Ernst Fuchs was born on February 13, 1930 in Vienna, Austria. His father, Maximilian Fuchs, son of an orthodox Jewish family, had turned down a career as a Rabbi, leaving his theological studies uncompleted. He married Leopoldine, a Christian. When the Nazis occupied Austria in March 1938, Maximilian Fuchs emigrated to Shanghai. Ernst remained in Vienna together with his mother, but Nazi legislation made it illegal for Leopoldine to raise her son. Ernst was deported to a transit camp for children of mixed racial origin. Thereupon Leopoldine Fuchs agrees to a formal divorce from her husband, thus saving her son from the extermination camp.
In 1942 Fuchs was baptised as a Catholic, an event of the utmost significance for him that determined his future life and work. He feels the calling to become an artist and began taking lessons in drawing, sculpting and painting with Alois Schiemann, a well-known painter and restorer. He subsequently received tuition from Professor Fröhlich and the sculptress Emmy Steinböck. He went on to study with Professor Albert Paris von Gütersloh at the Vienna Academy of Art. There he encountered the work of Egon Schiele and Gustav Klimt. In 1948 he was instrumental in the founding of the "Vienna School of Fantastic Realism" together with Arik Brauer, Wolfgang Hutter, Rudolph Hausner and Anton Lehmden. He participated in the first exhibition of the Vienna Art Club in Turin/Italy.
Ernst Fuchs settled in Paris where he remained for 12 years. After many years of misery and poverty he eventually began to receive international recognition. Between 1952 and1956 he traveled to England, Spain, Italy and an 18-month stay in the USA. In 1956 Fuchs moved to Israel where he lived in the Dormition Monastery on Mount Zion and painted Icons. He devoted all his energies to furthering Jewish-Christian understanding and to working as a church painter. Fuchs was commissioned to paint the Drei Mysterien des heiligen Rosenkranzes (Three Mysteries of the Sacred Rosary) for a newly-built church in Vienna. His paintings caused a storm of protest. Some of his most vehement detractors demanded that the pictures be removed from the church.
In 1974 he returned to Austria where he acquired the Otto Wagner villa in Vienna-Hütteldorf. He began to work for cinema and stage, designing stage sets for the opera houses in Hamburg for "Parsifal" and "Magic Flute", in Munich for "Lohengrin" and in Vienna the "Tales of Hoffmann" and "Josephslegende." Simultaneously he worked on a series of water-colour paintings of Lohengrin - and on his philosophical essays and poems. In 1988 he opened the Ernst Fuchs Private Museum, on the occasion of the centenary of the "Villa Wagner". As a printmaker he produced several important cycles of prints, such as Unicorn (1950–52), Samson (1960–64), Esther (1964-7) and Sphinx (1966-7; all illustrated in Weis). The artist lived and worked in the south of France. He continued to work in many media until his death in Vienna on November 9, 2105. He was married three times. In 2012 Fuchs became engaged to the singer Uta Saabel, his most recent muse. He is survived by 16 children.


**Problem details**
The line with "Locate clothing. Use" marks where to begin; print it and all lines after it in the material below exactly, skipping pictures.
********************
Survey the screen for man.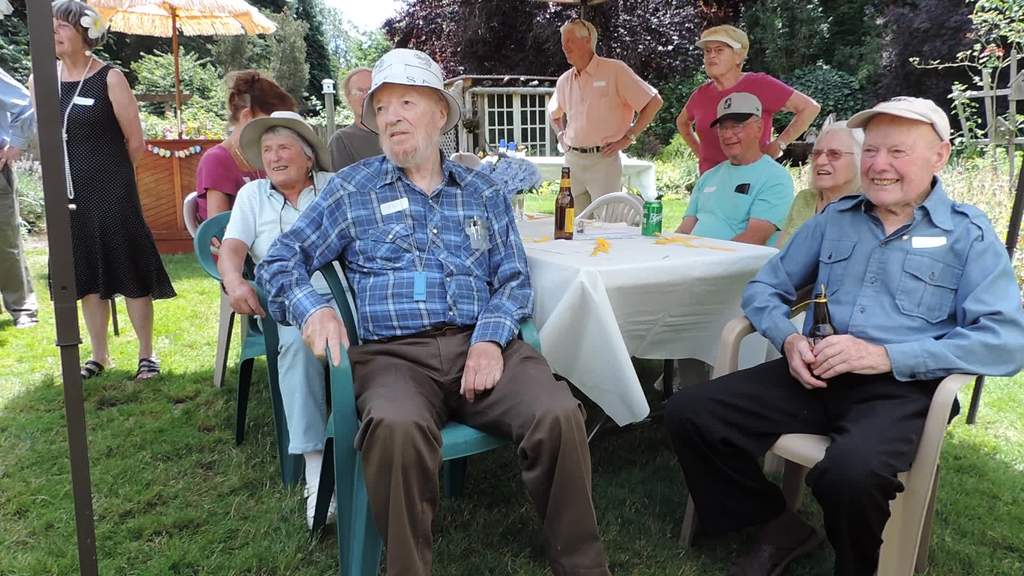
Survey found: 737,86,1004,538.
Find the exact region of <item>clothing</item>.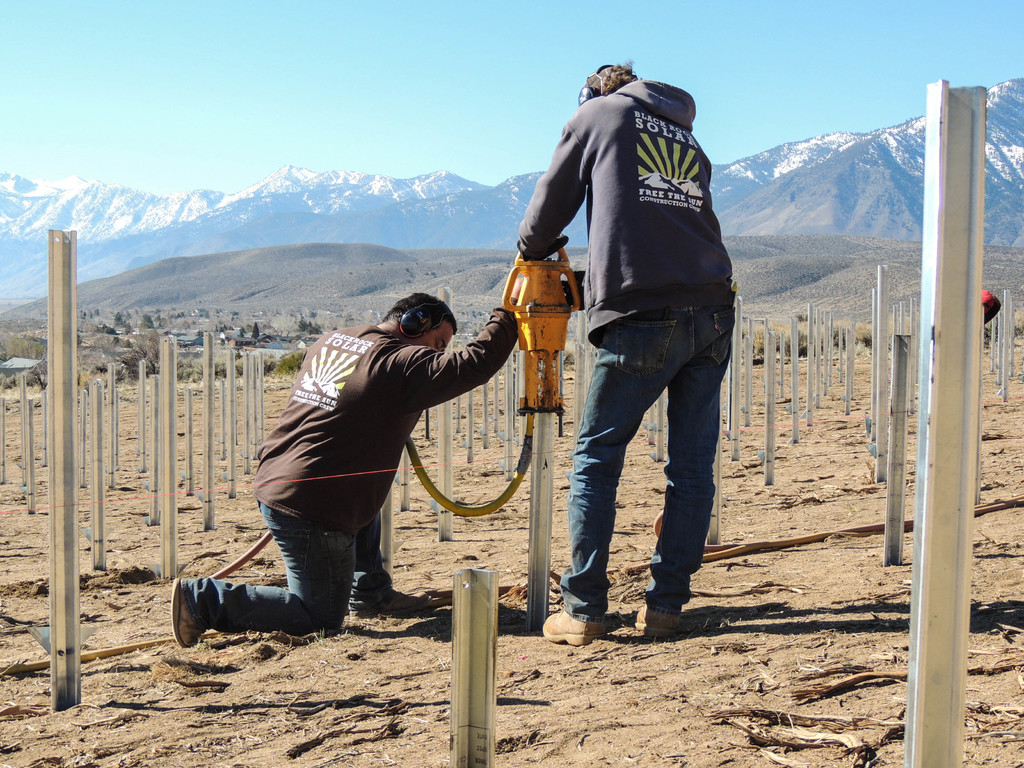
Exact region: <bbox>184, 303, 509, 636</bbox>.
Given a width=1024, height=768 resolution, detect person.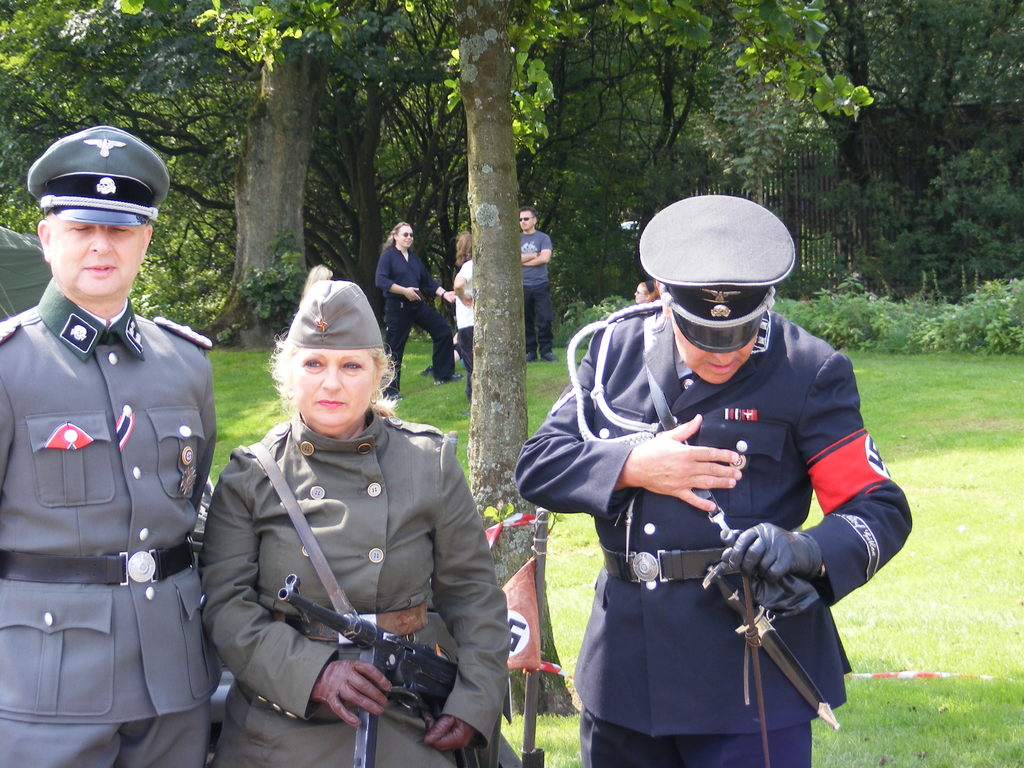
[194,257,530,767].
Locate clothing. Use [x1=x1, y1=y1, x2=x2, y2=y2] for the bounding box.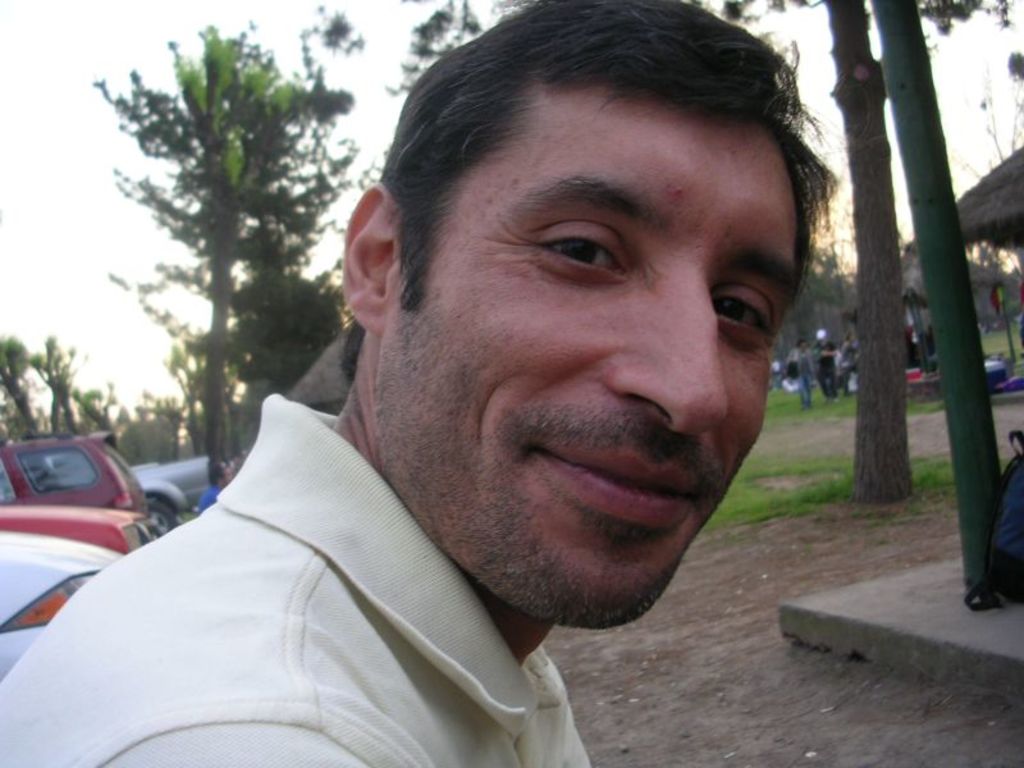
[x1=12, y1=402, x2=625, y2=763].
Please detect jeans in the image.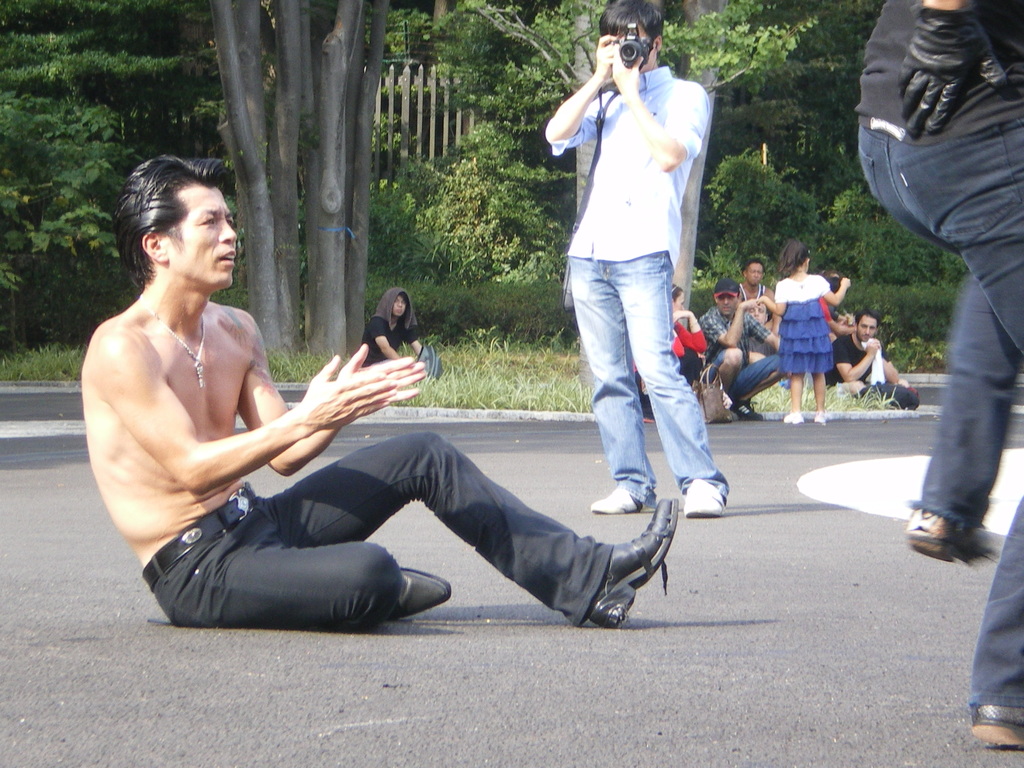
select_region(863, 117, 1023, 730).
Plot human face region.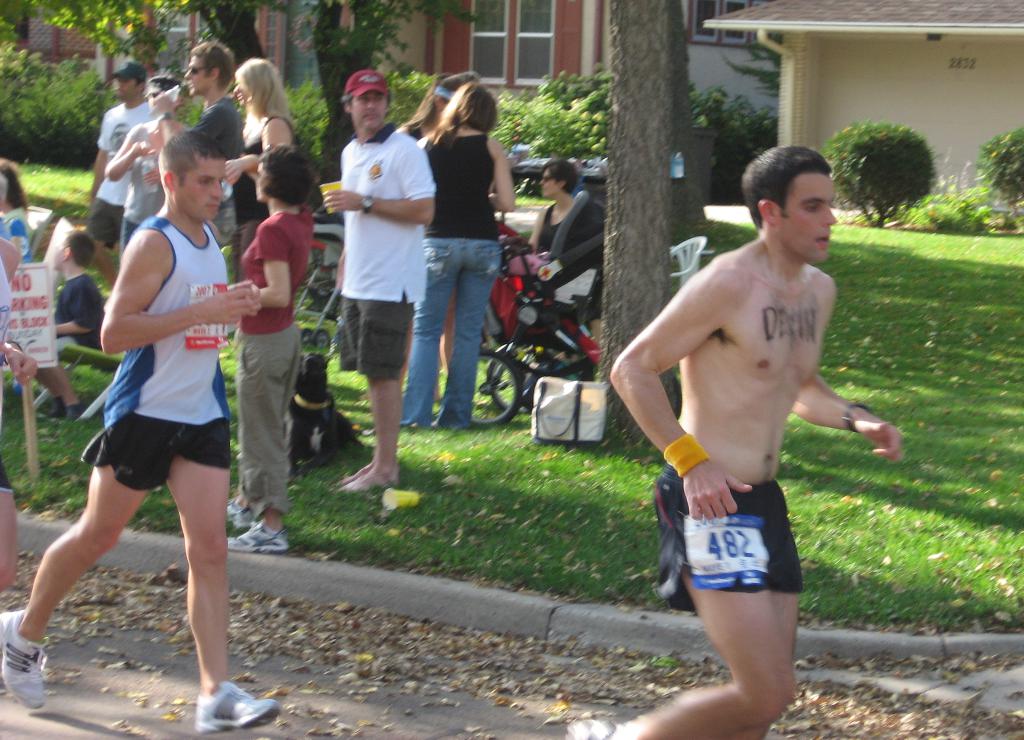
********************
**Response to this exercise**
Locate clothing. Use [x1=x1, y1=y1, x2=x2, y2=y2] for the bounding box.
[x1=12, y1=402, x2=625, y2=763].
Please detect jeans in the image.
select_region(863, 117, 1023, 730).
Plot human face region.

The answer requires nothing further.